It’s time to talk about data politics and economic rights

While there is a lot of talk about security, privacy and personal data protection, the bigger issue, that is rarely addressed, is the economics of data.

01/04/2020
  • Español
  • English
  • Français
  • Deutsch
  • Português
  • Análisis
big_data.jpg
-A +A

When a large percentage of the world population is under quarantine and with increased dependence on digital technologies –for work, exchanging with friends and family, making purchases for home delivery or organizing meetings online–, the issue arises once again of the prevailing model of development of these technologies. For the corporate giants that dominate the area, it is a golden opportunity to continue venturing deeper and deeper into our lives to extract the data that yields them profits.

 

Up to now, the concern that most data extraction occurs without the knowledge or authorization of those who provide it (and today that is just about everyone, bar those communities that are still isolated from technology) has meant that public debate mostly focuses on individual rights, privacy and security, in reaction to the regular reports of cases of abuse. Therefore, the solutions put forward tend to assume that such violations are exceptions and excesses which need to be regulated (some even argue for self-regulation by the companies involved).

 

This narrow focus, however, fails to address the broader picture, which is that of a digital economy where wealth and power is built precisely on the unlimited accumulation, processing and monetizing of all kinds of data generated by individuals and communities, extending far beyond the specific data that the company or entity requires for improvement of their service.  While a reasonable amount of data collection and processing can be an indispensable element for offering quality digital services (eg traffic control or health diagnosis), the fact is that today, almost every aspect of our lives, even down to our intimate thoughts, is being registered, interpreted, commoditized and marketed by these companies.  In other words, the violation of intimacy and the abuse of data is not an exception or an occasional excess, it is the very essence of the new digital economy.  Public scandals only break out when a security breach leads to the unintended revelation of a small part of this ongoing, but largely invisible, daily practice.

 

This situation is unprecedented in human history in its scope, speed of evolution and implications for power concentration, while people feel largely helpless to prevent it. Even the governments and legislators of the world’s major economies face severe limitations to do so. Given the unquestionable usefulness and allure of a large part of the technology, we tend to accept that it comes with the condition of ceding our data and we forget (or are unaware) that the present corporate model of technological development is not the only one possible.

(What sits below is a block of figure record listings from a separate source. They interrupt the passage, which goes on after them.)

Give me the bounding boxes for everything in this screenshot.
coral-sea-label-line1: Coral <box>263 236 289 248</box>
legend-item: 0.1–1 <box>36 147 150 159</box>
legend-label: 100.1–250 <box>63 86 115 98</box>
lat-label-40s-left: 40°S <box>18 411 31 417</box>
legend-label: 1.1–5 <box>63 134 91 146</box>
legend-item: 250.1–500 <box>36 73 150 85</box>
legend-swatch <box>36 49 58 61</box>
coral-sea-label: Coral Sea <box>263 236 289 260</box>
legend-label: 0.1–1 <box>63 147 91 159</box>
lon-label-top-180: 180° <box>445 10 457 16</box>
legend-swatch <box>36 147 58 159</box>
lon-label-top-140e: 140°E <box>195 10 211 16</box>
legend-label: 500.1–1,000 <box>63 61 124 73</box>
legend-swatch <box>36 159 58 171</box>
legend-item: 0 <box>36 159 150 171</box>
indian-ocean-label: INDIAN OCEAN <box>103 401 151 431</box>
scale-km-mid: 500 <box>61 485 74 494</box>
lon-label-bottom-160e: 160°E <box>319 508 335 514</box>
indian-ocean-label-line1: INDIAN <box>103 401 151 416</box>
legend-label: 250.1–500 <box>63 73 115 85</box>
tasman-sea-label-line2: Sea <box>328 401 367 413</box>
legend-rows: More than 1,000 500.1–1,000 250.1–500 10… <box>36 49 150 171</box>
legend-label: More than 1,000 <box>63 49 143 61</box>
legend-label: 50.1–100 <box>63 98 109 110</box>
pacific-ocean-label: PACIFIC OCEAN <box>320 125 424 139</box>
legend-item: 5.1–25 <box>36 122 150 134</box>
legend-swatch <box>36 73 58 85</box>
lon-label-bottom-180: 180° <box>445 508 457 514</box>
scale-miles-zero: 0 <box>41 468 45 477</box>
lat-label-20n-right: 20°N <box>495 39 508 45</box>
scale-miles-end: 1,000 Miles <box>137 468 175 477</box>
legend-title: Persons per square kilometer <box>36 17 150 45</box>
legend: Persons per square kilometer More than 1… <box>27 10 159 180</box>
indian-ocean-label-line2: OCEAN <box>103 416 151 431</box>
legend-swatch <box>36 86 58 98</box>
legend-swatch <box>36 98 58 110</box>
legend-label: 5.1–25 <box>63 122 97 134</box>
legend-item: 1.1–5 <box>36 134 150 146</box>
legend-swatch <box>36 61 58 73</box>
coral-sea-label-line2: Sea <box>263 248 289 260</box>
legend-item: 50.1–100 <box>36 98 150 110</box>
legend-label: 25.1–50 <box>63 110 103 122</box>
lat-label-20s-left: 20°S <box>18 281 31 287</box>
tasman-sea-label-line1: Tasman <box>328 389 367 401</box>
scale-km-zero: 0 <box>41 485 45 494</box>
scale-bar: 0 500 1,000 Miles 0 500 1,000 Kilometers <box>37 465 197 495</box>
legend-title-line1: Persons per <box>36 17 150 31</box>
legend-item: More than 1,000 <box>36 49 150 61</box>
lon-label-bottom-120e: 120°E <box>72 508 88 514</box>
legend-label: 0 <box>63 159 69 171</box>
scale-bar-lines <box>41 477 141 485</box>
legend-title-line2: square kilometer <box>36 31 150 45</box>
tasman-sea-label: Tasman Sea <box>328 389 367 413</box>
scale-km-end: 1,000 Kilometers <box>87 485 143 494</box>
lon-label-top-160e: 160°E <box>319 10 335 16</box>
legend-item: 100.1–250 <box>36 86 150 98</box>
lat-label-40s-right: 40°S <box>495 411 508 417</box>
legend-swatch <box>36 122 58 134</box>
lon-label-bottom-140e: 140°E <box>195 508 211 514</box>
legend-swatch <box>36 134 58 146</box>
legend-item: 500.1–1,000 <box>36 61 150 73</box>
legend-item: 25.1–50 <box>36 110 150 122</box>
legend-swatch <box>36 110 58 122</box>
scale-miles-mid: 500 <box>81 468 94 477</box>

So the question we need to pose is: what would be the conditions that could enable a more people-oriented and less manipulative technological model to flourish?

 

It is this question that the Just Net Coalition (JNC) is aiming to answer with its recent Digital Justice Manifesto, launched at the Internet Governance Forum in Berlin, last November.  It proposes community ownership of data (other than strictly personal data) as a central principle for legislation and regulation, which need to be further broken down into specific rights and principles[1].  In order to have a better understanding of the rationale behind this proposal, as well as some of its more polemical aspects, ALAI held a dialogue, some weeks back, with one of the Manifesto’s authors, Parminder Jeet Singh, executive director of IT for Change (India) and founding member of the Just Net Coalition.

 

Addressing default corporate data ownership

 

Concerning why Just Net puts both personal and community data ownership at the center of the debate of the data economy, Parminder identifies two issues.  The first is that, while there is a lot of talk about security, privacy and personal data protection–which of course are very important–the bigger issue, that is rarely addressed, is the economics of data.  He explains: “We know that the most important asset is data - and even the mainstream press talks about data as the new oil, the new gold. In the feudal era, all economic relationships and all social and even cultural relationships were organized around the economics of land; and in industrialization these shifted first to ownership around industrial capital and later to intellectual property capital; and that determines to a great extent the distribution of power, of wealth, of opportunity.  In the digital age, this would happen around the economic resource of data, but sufficient attention is not yet paid to data as an economic resource. It is often felt that if we talk about data as an economic resource, we are kind of talking the language of corporations. But we can’t leave this as an open field. And when I say ‘we’, in this case, I’m talking about progressive civil society actors who work for the interests of the people at large. So just to say that we won’t talk about the economics of data is to leave the playground entirely to the corporations to make their own rules and establish default ownership around data.”

 

JNC therefore also focusses on the economics of data and economic and social rights around data, beyond the political and civil rights subsumed under a privacy (and freedom of expression) framing. So the reference to ownership has to do with who has primary economic rights over a set of data; and for that reason, JNC uses ownership as perhaps an imperfect analogy from the industrial age and feudal age to apply to data, while also recognising that data as an asset could involve different actors simultaneously having differential rights.

 

The second issue identified by Parminder is that–as many scholars have argued–ownership regimes do not necessarily come into existence only through legislation.  There are also default ownership regimes, such as occurred during the gold rush in the Americas, when gold mining was not allocated ownership, but people established default ownership by a balance of power based–in that case–on the respective gun-power of the different gangs.  “So now, although there is no law on ownership of data and people don’t want to talk about it, the fact is that the large data corporations consider the data that they collect as theirs; and then guard it behind technical walls as their de facto property.”  In conversations with company representatives about data, Parminder says they almost invariably come to a point where they claim that “this was data which we collected, we put effort into collection and therefore it’s our property”. Therefore “it’s evident that a default and highly concentrated data ownership has been established with respect to most of the society’s data, and such ownership is concentrated in very few hands–largely US companies and now some in China.” And the only way to counter this default ownership of data is to assign its legal ownership to the data source or the data subject, which is the people: individuals and the community.  Moreover, he warns that if we let this default ownership practice go on for much longer, it will become quasi law, and may even be accepted into law, because the digital relationships and structures would all be quite entrenched, and almost impossible to reverse.

 

Can data be ‘owned’?

 

Some civil society actors question the idea of ‘ownership’ or ‘property’ in relation to data.  A first concern is whether the nature of data make it possible to be ‘owned’; and secondly, whether establishing property rights over data wouldn’t play into the hands of the corporations that want to stake out their own rights over the data they collect, as they have done in the past with so-called ‘intellectual property rights’  So one question is whether there might be some other alternative to ‘ownership’, such as the ‘right to use’ of data…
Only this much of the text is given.